Today, these weapons have been refashioned to serve our very modern fantasies of power, freedom and heroism. There's the irresistible figure of the hero-cum-adventurer who sets out to forge their own path. From Diablo and Baldur's Gate to The Witcher and Skyrim, the fundamental logic of violence stays the same. Battles lead to loot and stronger equipment, which in turn allows our heroes to tackle more dangerous encounters. The wheel keeps turning, and we follow the siren song of ever more powerful instruments of destruction. On the surface, they're problem solving tools, but they also promise the excitement of adventure as well as the power to dominate and enforce our will on those fantasy realms. As such, they become fetishised.
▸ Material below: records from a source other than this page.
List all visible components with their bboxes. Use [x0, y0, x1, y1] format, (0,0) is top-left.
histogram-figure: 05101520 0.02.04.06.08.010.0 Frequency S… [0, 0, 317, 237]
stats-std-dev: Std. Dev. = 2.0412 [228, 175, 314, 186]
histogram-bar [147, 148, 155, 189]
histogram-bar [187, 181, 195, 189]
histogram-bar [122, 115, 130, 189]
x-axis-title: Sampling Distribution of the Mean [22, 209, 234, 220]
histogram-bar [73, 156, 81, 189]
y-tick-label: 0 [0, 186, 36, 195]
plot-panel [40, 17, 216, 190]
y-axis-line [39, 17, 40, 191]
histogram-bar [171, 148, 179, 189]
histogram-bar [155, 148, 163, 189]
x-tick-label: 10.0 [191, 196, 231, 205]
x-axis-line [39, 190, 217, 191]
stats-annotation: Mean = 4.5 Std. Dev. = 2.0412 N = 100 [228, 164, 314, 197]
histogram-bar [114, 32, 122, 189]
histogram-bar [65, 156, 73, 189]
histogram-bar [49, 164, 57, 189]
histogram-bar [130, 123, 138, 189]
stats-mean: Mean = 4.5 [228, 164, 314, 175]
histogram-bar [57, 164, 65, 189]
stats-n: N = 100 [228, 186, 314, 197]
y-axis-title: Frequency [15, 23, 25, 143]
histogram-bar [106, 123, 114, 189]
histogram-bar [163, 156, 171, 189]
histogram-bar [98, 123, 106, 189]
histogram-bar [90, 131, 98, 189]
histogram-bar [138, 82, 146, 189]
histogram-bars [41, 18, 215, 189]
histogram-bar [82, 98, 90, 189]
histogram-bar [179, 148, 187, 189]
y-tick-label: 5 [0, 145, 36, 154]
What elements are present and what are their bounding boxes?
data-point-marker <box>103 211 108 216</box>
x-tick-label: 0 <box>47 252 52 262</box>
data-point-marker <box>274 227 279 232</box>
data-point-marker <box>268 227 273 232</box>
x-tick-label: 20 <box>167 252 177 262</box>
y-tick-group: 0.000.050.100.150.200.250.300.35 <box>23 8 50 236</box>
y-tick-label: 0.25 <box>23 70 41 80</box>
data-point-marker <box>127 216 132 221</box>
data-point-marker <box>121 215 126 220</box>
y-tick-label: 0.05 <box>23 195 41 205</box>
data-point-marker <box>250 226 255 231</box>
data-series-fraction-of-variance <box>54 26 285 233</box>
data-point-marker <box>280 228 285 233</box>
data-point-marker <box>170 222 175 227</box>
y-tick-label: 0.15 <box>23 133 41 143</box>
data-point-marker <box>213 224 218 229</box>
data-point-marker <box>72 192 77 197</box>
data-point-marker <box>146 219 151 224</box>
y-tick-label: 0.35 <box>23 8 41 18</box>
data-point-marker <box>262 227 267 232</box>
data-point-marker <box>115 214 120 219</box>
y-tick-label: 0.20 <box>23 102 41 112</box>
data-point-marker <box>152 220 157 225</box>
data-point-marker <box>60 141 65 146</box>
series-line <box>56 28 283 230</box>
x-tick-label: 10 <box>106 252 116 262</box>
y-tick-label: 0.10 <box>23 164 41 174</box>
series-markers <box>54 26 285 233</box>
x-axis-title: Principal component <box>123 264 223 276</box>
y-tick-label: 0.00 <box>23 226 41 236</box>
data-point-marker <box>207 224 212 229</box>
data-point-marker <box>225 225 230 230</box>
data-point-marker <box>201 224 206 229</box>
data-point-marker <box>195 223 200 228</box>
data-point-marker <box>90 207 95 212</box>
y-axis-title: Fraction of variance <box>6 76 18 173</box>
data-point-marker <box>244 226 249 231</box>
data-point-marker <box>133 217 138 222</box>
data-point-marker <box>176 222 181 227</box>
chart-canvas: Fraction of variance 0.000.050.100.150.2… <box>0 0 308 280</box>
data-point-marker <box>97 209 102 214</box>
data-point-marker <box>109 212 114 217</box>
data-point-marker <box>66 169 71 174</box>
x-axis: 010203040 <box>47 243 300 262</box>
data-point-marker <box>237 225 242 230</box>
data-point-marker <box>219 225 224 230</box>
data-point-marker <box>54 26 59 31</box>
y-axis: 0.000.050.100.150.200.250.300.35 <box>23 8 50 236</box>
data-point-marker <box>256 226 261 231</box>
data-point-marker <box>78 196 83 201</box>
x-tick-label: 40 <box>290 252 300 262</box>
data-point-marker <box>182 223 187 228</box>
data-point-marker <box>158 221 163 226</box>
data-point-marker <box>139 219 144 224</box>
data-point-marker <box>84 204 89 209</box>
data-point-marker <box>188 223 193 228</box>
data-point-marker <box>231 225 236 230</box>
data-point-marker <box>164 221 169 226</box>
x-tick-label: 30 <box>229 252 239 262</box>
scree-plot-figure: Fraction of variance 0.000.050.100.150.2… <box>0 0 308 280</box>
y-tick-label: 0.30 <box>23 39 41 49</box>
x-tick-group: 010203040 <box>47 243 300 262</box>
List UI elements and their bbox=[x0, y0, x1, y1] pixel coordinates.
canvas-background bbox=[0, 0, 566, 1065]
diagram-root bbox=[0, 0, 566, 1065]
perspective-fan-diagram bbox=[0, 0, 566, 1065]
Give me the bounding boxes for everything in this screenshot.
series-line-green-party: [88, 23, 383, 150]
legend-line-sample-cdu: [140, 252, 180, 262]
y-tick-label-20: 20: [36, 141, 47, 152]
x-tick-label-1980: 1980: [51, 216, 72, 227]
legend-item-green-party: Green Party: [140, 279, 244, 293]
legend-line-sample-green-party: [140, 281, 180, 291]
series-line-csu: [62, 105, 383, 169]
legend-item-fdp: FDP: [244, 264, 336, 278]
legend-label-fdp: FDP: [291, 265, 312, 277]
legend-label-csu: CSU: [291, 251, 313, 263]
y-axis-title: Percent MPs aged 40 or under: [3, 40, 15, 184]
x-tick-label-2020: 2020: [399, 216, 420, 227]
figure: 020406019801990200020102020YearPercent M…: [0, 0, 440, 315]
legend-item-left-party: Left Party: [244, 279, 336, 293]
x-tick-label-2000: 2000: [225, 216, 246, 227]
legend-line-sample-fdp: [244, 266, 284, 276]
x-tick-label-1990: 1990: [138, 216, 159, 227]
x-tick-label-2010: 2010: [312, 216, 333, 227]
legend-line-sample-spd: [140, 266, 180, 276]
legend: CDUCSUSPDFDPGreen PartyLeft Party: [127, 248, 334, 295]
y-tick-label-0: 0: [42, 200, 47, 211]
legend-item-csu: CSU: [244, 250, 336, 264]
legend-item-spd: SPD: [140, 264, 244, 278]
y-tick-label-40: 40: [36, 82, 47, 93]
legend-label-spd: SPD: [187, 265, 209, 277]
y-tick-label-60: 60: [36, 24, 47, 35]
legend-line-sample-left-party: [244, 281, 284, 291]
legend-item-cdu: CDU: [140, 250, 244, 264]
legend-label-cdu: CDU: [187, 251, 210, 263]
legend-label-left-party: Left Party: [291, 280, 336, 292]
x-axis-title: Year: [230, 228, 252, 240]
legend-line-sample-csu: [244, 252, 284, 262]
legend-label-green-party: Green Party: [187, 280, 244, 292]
Extravagant visual detail and special effects signal a weapon's rarity and power, turning them into ornaments and status symbols.

While the actual violence in such fantasies is often justified by a struggle of good versus evil, the resulting gore and savagery has also captured our imagination. Most games, even mainstream RPGs like Skyrim or The Witcher 3, can't resist indulging in an aesthetic of cruelty and barbarism by showing us the grisly devastation caused by these instruments of murder. Blood spurting from wounds and clinging on blades, heads and arms being hacked off and tumbling through the air, special killing and execution animations captured in glorious slow-motion. Their gruesomeness markedly contrasts with the sanitised, often bloodless effects of modern guns as portrayed in games, disingenuously suggesting that modern violence and warfare is somehow more civilised than that of our ancestors.
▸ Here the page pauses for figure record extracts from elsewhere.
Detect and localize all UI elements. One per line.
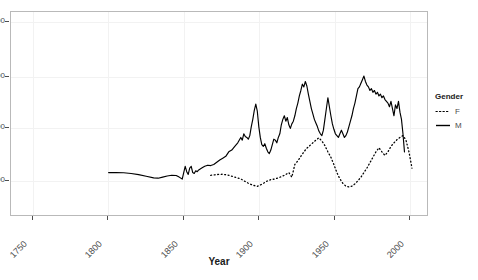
legend-key-solid-line-icon bbox=[434, 119, 452, 132]
x-tick-label: 1850 bbox=[160, 225, 195, 260]
y-tick-mark bbox=[5, 180, 9, 181]
x-axis-title: Year bbox=[0, 256, 438, 267]
y-tick-label: 1000 bbox=[0, 123, 5, 131]
x-tick-mark bbox=[32, 216, 33, 220]
legend-label-f: F bbox=[455, 108, 460, 116]
plot-panel bbox=[10, 11, 428, 216]
y-tick-mark bbox=[5, 127, 9, 128]
chart-container: 2000 1500 1000 500 1750 1800 1850 1900 1… bbox=[0, 0, 478, 280]
legend-item-f[interactable]: F bbox=[434, 105, 478, 118]
y-tick-label: 2000 bbox=[0, 17, 5, 25]
legend-item-m[interactable]: M bbox=[434, 119, 478, 132]
x-tick-label: 1950 bbox=[311, 225, 346, 260]
data-series-lines bbox=[11, 12, 427, 215]
y-tick-label: 1500 bbox=[0, 72, 5, 80]
x-tick-label: 1750 bbox=[9, 225, 44, 260]
legend-key-dotted-line-icon bbox=[434, 105, 452, 118]
y-tick-mark bbox=[5, 21, 9, 22]
legend-label-m: M bbox=[455, 122, 462, 130]
x-tick-label: 1900 bbox=[235, 225, 270, 260]
y-tick-label: 500 bbox=[0, 176, 5, 184]
legend: Gender F M bbox=[434, 92, 478, 133]
x-tick-mark bbox=[409, 216, 410, 220]
y-tick-mark bbox=[5, 76, 9, 77]
x-tick-mark bbox=[334, 216, 335, 220]
x-tick-mark bbox=[183, 216, 184, 220]
x-tick-mark bbox=[107, 216, 108, 220]
x-tick-label: 1800 bbox=[84, 225, 119, 260]
legend-title: Gender bbox=[435, 92, 478, 101]
x-tick-label: 2000 bbox=[386, 225, 421, 260]
x-tick-mark bbox=[258, 216, 259, 220]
Games like For Honor, Mount & Blade, Chivalry or War of the Roses celebrate medieval slaughter with grim nihilism as we hack and slash ourselves through hordes of enemies entirely without any ethical justification. Might makes right, and the means justify the end. The same can be said about the brutal spectacle of the Total War games, whose hordes of clashing soldiers tickle some deep-seated proto-fascist lust for demonstrations of power. These games paint a "grim and gritty" picture of historical violence, the "dark ages" of popular imagination. They're a half-leering, half-wistful gaze into a fantasy version of the past when the destructive urges of our collective Id have not yet been tamed by civilisation and violence was not yet regulated by the moral codes and laws of pervasive state power. In that regard, the butcher and the heroic adventurer use their weapons to pursue the same fantasy: unfettered will and agency, the freedom to follow your impulses regardless of their consequences.